Stefan Collini, Intellectual History and English Literature, University of Cambridge
Stefan Collini has written widely on 19th- and 20th-century intellectual history and literature; his books include Public Moralists: Political Thought and Intellectual Life in Britain 1850-1930; Matthew Arnold: A Critical Portrait; and Absent Minds: Intellectuals in Britain. Collini is also a frequent contributor to journals such as The Times Literary Supplement and The London Review of Books. He is a Fellow of the British Academy and of the Royal Historical Society.
About the Lecture: How do cultural critics persuade their readers of the truth of their claims about contemporary society? In particular, what is involved in attempts by literary critics to bring their distinctive techniques of close verbal analysis to the discussion of larger social and cultural topics? Collini’s lecture explores the part played in this process by “the paradox of recognition” — the puzzling fact that we must already in some sense “know” or be able to recognize what is being brought to our attention. Drawing on both American and British examples, Professor Collini highlightes the ways in which this paradox has been used to underwrite claims about cultural and moral decline, and, through a close examination of Richard Hoggart’s classic work, The Uses of Literacy, he identifies some of the conditions of the success of such criticism and points to some of its intellectual and political limitations.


Please write out all of the entries beneath this line exactly, skipping the pictures.
+++ Extracted data +++
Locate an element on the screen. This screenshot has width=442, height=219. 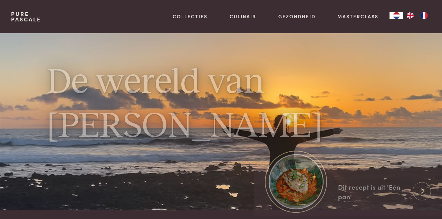
a: NL is located at coordinates (396, 16).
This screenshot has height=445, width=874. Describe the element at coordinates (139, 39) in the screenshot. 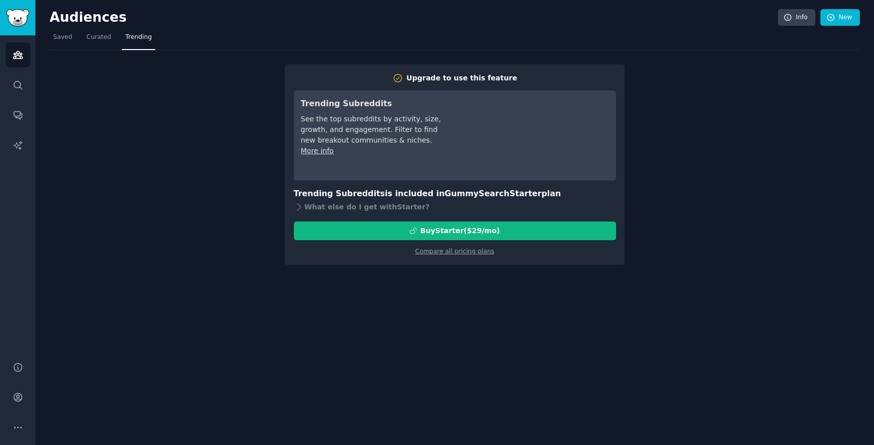

I see `a: Trending` at that location.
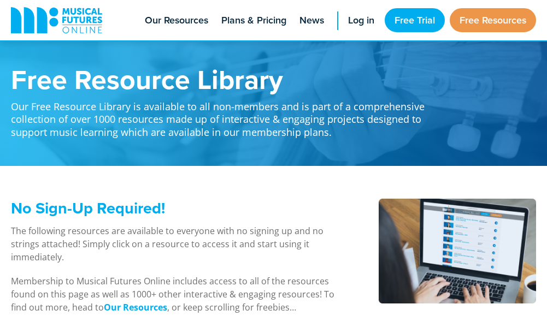 Image resolution: width=547 pixels, height=334 pixels. Describe the element at coordinates (414, 20) in the screenshot. I see `a: Free Trial` at that location.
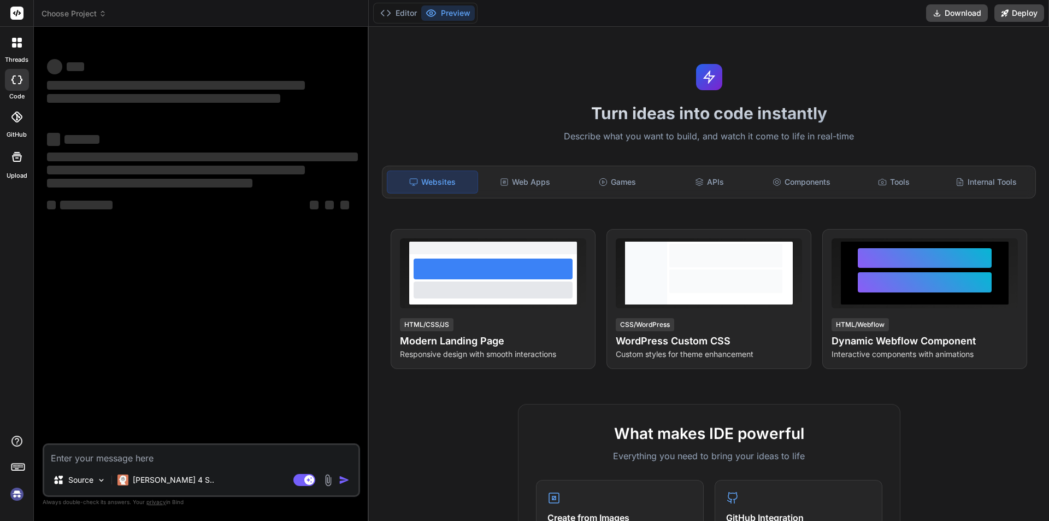 The image size is (1049, 521). What do you see at coordinates (709, 182) in the screenshot?
I see `div: APIs` at bounding box center [709, 182].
+++
> **Response area**:
Locate an element on the screen. This screenshot has width=442, height=219. 
a: NL is located at coordinates (396, 16).
This screenshot has height=445, width=874. Describe the element at coordinates (139, 39) in the screenshot. 

I see `a: Trending` at that location.
 Image resolution: width=547 pixels, height=334 pixels. Describe the element at coordinates (414, 20) in the screenshot. I see `a: Free Trial` at that location.
 The image size is (1049, 521). What do you see at coordinates (709, 182) in the screenshot?
I see `div: APIs` at bounding box center [709, 182].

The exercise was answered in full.